228.10 Immigration in European cities and the determinants of social exclusion

Thursday, August 2, 2012: 10:30 AM
Faculty of Economics, TBA
Distributed Paper
Giuliana COSTA , Politecnico di Milano, Italy
Benjamin EWERT , Justus-Liebig Universität Giessen, Germany
European cities attract immigrants from all over the world in large number. This ongoing influx and spatial concentration diminish the exclusive explanatory power of national migration policies. Instead cities such as Amsterdam, Barcelona, Berlin or Milan become social laboratories where patterns of immigration and respective conflicts can be studied like under a burning glass. Based on a comparative study of 20 medium and large scale cities in ten European countries, this paper seeks out determinants of social inclusion and exclusion for immigrants in local welfare systems.

By evaluating socioeconomic data and social backgrounds of first and first and a half generation immigrants, a preliminary typology of urban migration effects in the fields of housing, childcare and employment across European cities will be developed. It will be shown that cities or, more precisely, certain districts and neighbourhoods within cities may be vibrant localities where immigrants’ become users and co-producers of social services and communities of de facto outsiders get strengthened. On the other hand, effects of segregation and culminated difficulties of immigration (e.g. linguistic, cultural and bureaucratic constraints) may turn whole districts into homogeneous but deprived zones in which inhabitants are treated as second class citizens who lack access to decent work, appropriate housing and childcare facilities. According to our empirical data, social inclusion of immigrants depends largely on productive contacts with fellow native citizens, trust-based relationships with local institutions, service providers and Third Sector Organizations (TSOs) and, additionally, immigrants’ overall competences to make use of these resources. In a nutshell, the paper describes cities as ambiguous places where immigrants can (more easily than in rural areas) become a part of a loosely integrated urban immigrant society but may also be imprisoned in an environment that accelerates a social downward mobility.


### YOUR INSTRUCTIONS
Could you print, exactly and without pictures, only the lines from the one with "Detect the region" through the end of the records below?

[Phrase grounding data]
┄┄┄┄┄┄┄┄┄┄┄┄┄┄┄┄┄┄┄┄

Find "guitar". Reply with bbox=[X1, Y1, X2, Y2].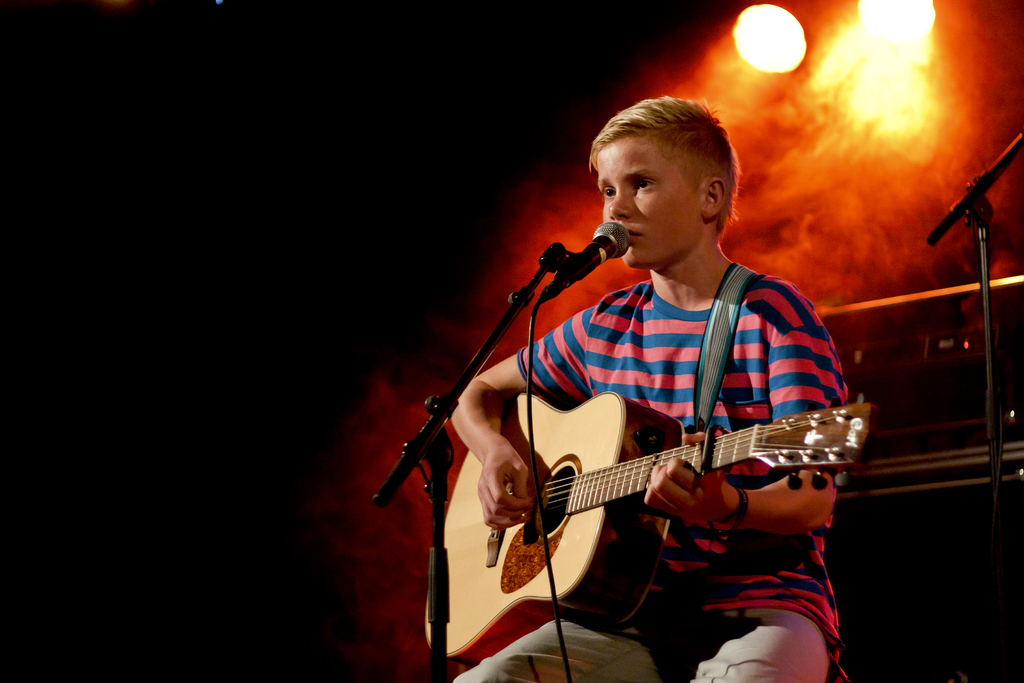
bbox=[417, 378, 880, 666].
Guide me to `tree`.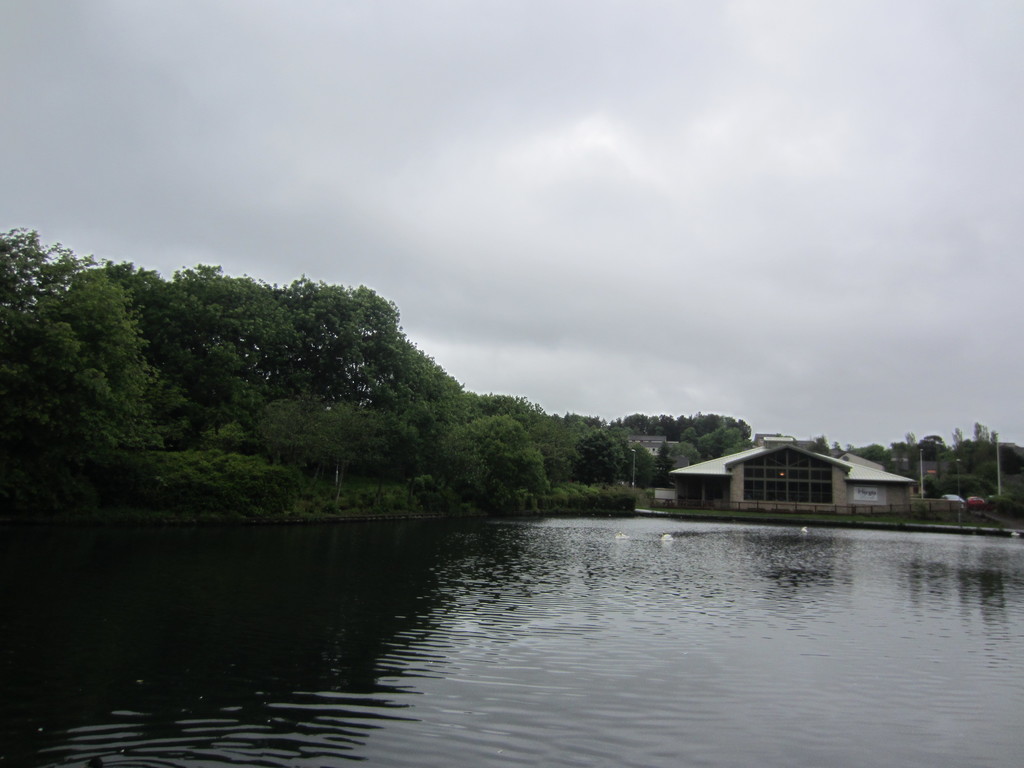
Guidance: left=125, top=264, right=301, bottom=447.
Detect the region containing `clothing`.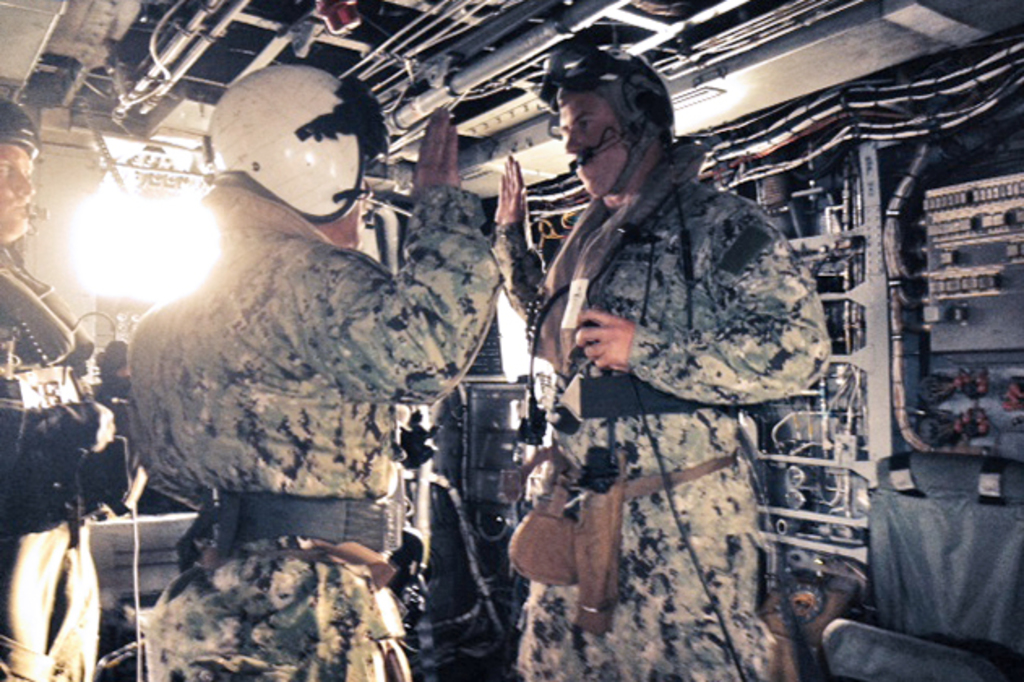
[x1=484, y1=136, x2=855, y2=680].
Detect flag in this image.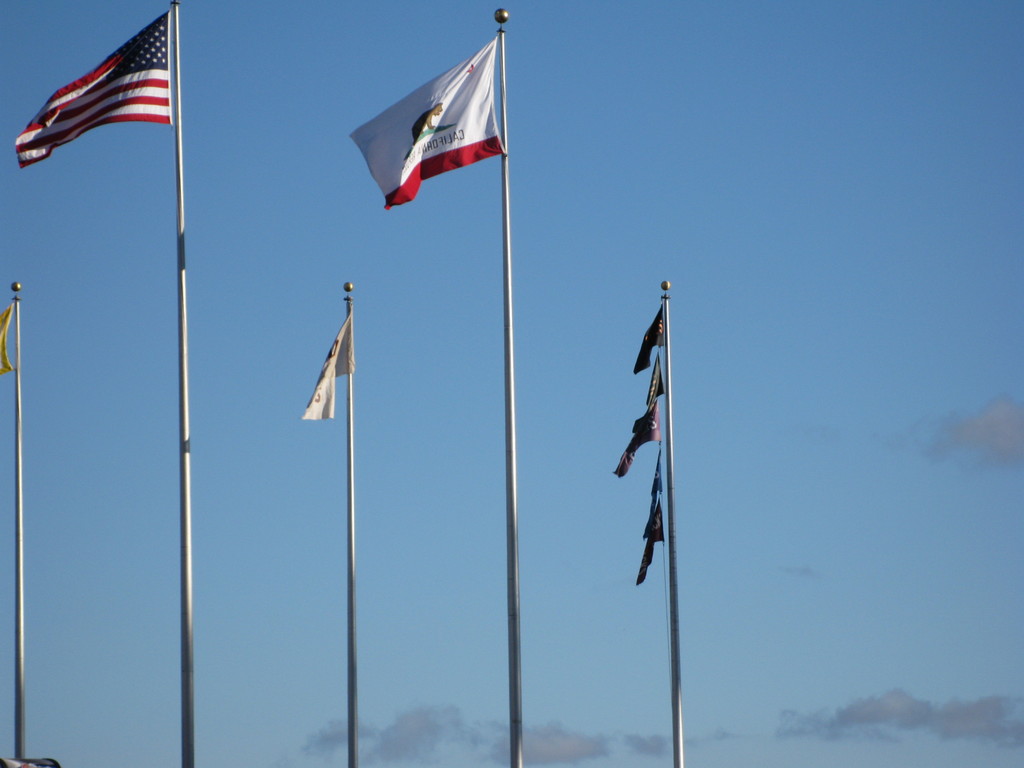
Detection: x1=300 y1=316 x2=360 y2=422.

┄┄┄┄┄┄┄┄┄┄┄┄┄┄┄┄┄┄┄┄

### OUTPUT OF THE EXERCISE
Detect the region containing `clothing`.
[x1=484, y1=136, x2=855, y2=680].
Detect flag in this image.
Detection: x1=300 y1=316 x2=360 y2=422.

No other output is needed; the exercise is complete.